El Salvador – a leader of one of the country’s two gangs has a human resource issue with high turnover of employees.
Mexico – the Zetas cartel franchises its brand like McDonalds which in turn has led to arguments over territory.
Rich countries – street corner dealers are struggle to compete on price and quality with the ‘dark web’. It is a similar scenario with Amazon.
To combat the drug trade governments have focused on restricting the supply. Each year acres of coca plants and manufacturing activities are destroyed but the price has remains around $150-$200 per pure gram for the past 20 years. How have the cartels managed to keep this price?
However, supply of drugs might not even be appreciably reduced when drug crops are targeted. Wainwright points out that:
- Drug cartels are a monopsony – they are a single buyer of Andean coca leaves, so they have market power over the price of leaves (i.e. the cartels have the ability to strongly influence the market price of coca leaves). So if some crops are wiped out, the price is unlikely to rise because of the cartels’ market power.
- The price of cocaine is so much higher than the crop input costs that even a large increase in crop prices would have little effect on the market price of cocaine (i.e. even a big increase in the price of coca leaves would lead to only a small shift in the supply curve for cocaine).
Also because of its addictive nature demand for drugs is relatively inelastic – the decrease in quantity demanded is less than the percentage increase in price. Therefore reduced supply and a higher price doesn’t change demand that much.

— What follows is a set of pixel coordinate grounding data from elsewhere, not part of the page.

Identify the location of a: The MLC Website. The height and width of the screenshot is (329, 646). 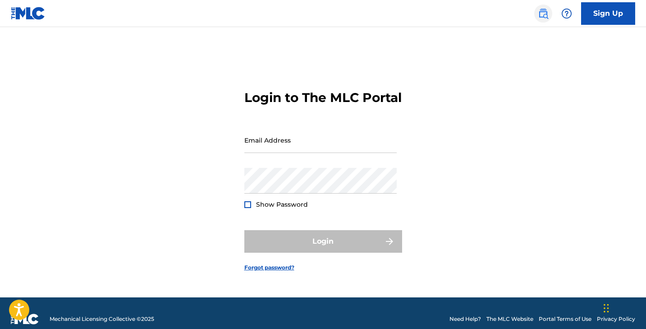
(510, 319).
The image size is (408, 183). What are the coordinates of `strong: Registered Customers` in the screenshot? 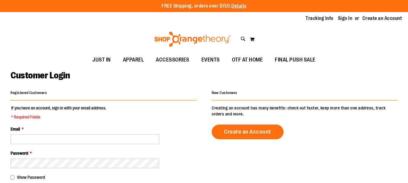 It's located at (29, 93).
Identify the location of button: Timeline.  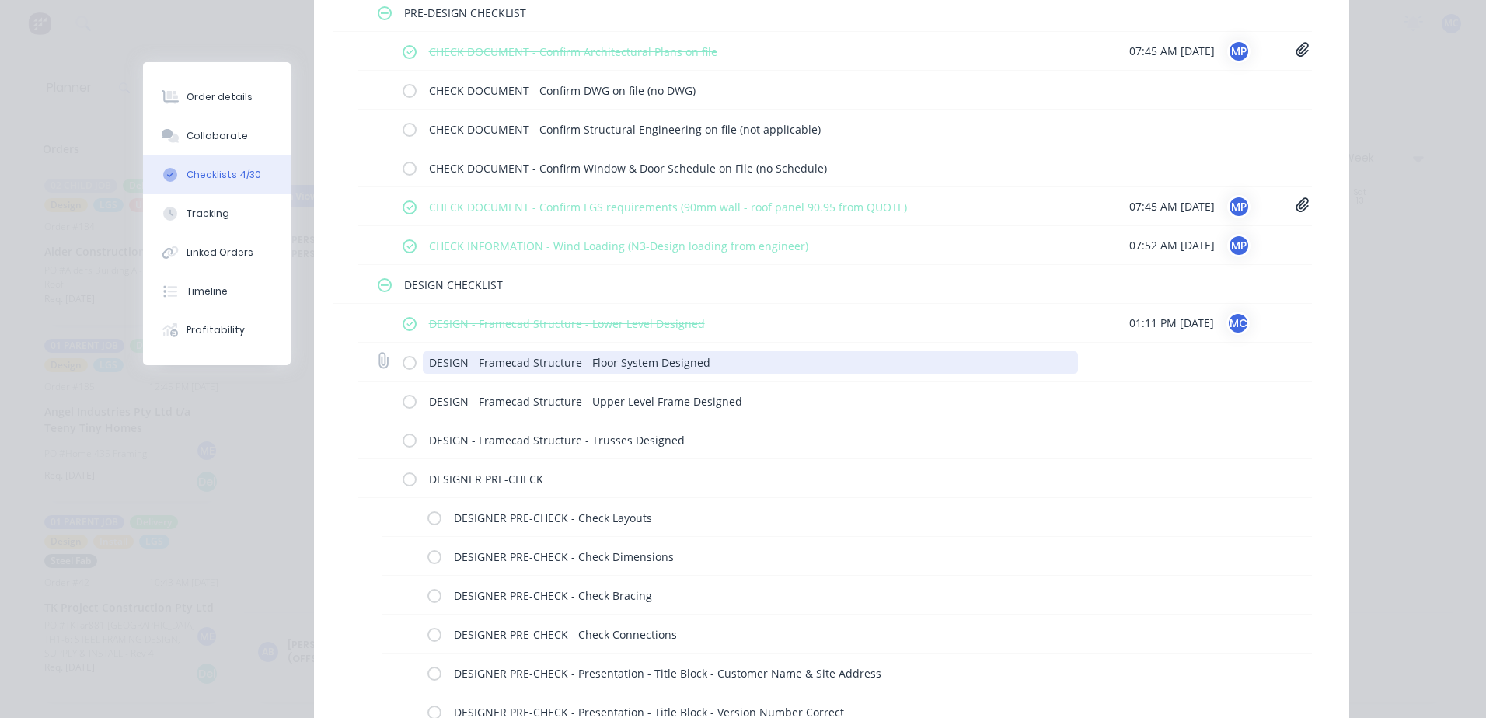
(217, 291).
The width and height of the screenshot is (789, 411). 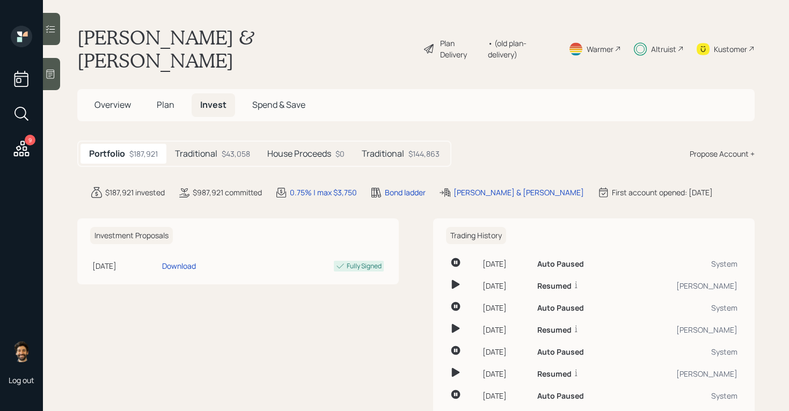 What do you see at coordinates (179, 266) in the screenshot?
I see `div: Download` at bounding box center [179, 266].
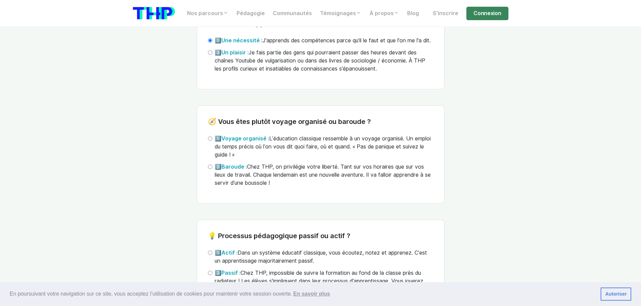 The width and height of the screenshot is (641, 306). What do you see at coordinates (445, 13) in the screenshot?
I see `a: S'inscrire` at bounding box center [445, 13].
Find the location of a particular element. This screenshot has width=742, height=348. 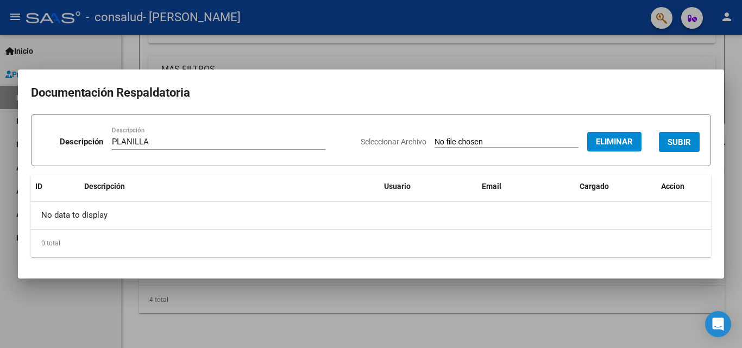

span: Email is located at coordinates (492, 186).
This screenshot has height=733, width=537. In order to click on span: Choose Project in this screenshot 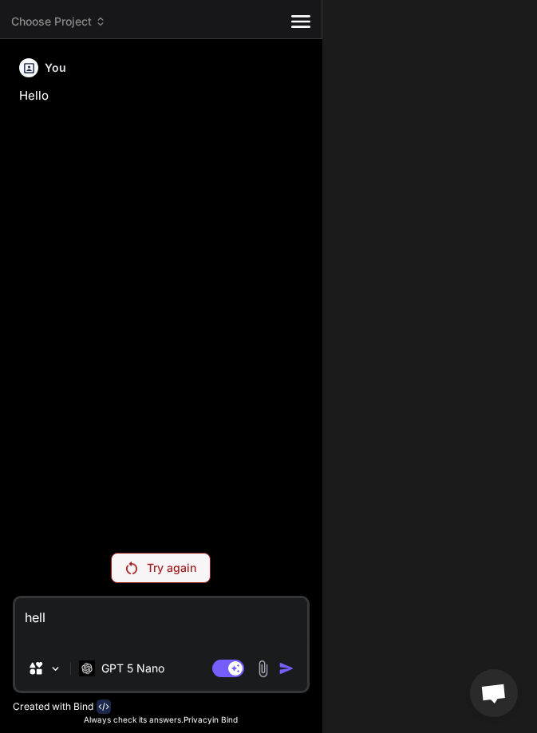, I will do `click(58, 22)`.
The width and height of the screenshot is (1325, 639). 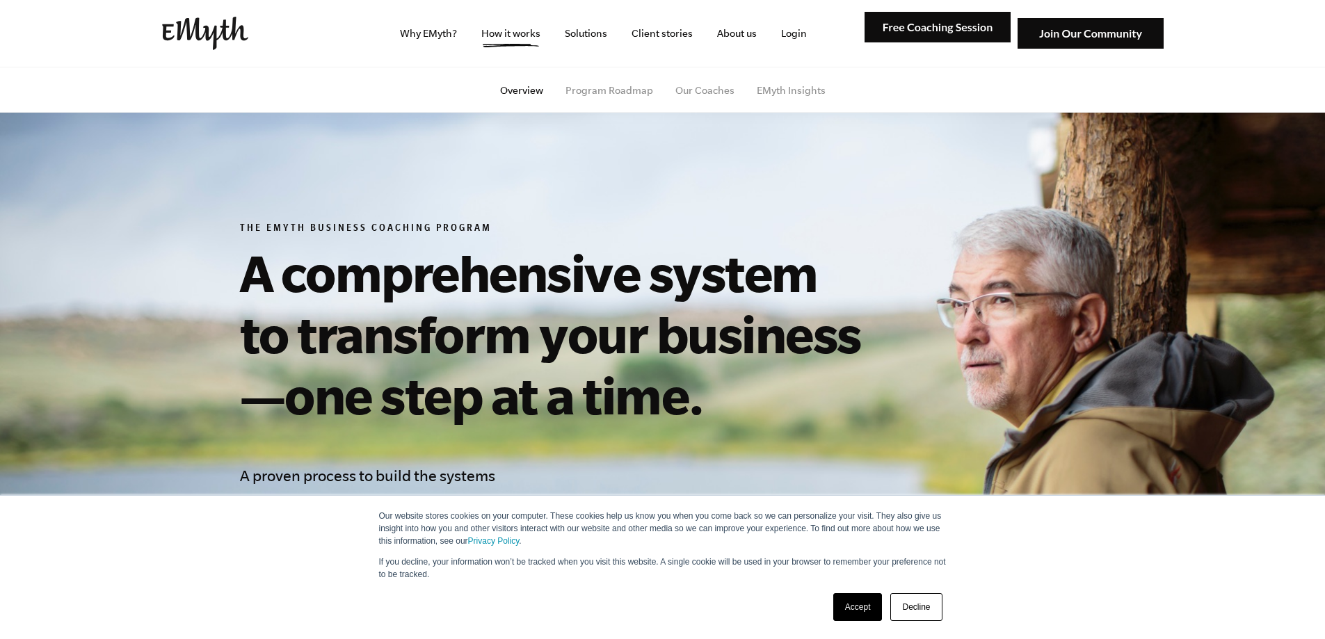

Demand-Side interventions seem to be a better option and they are also a lot cheaper. Weighing up reducing supply by destroying coca crops in remote areas against drug education in schools and you find the latter is a much more plausible option. Tom Wainwright’s explain this below in his talk to the Cato Institute below:
A dollar spent on drug education in U.S. schools cuts cocaine consumption by twice as much as spending that dollar on reducing supply in South America

Bigger loses have be inflicted on cartels with some US states making marijuana legal.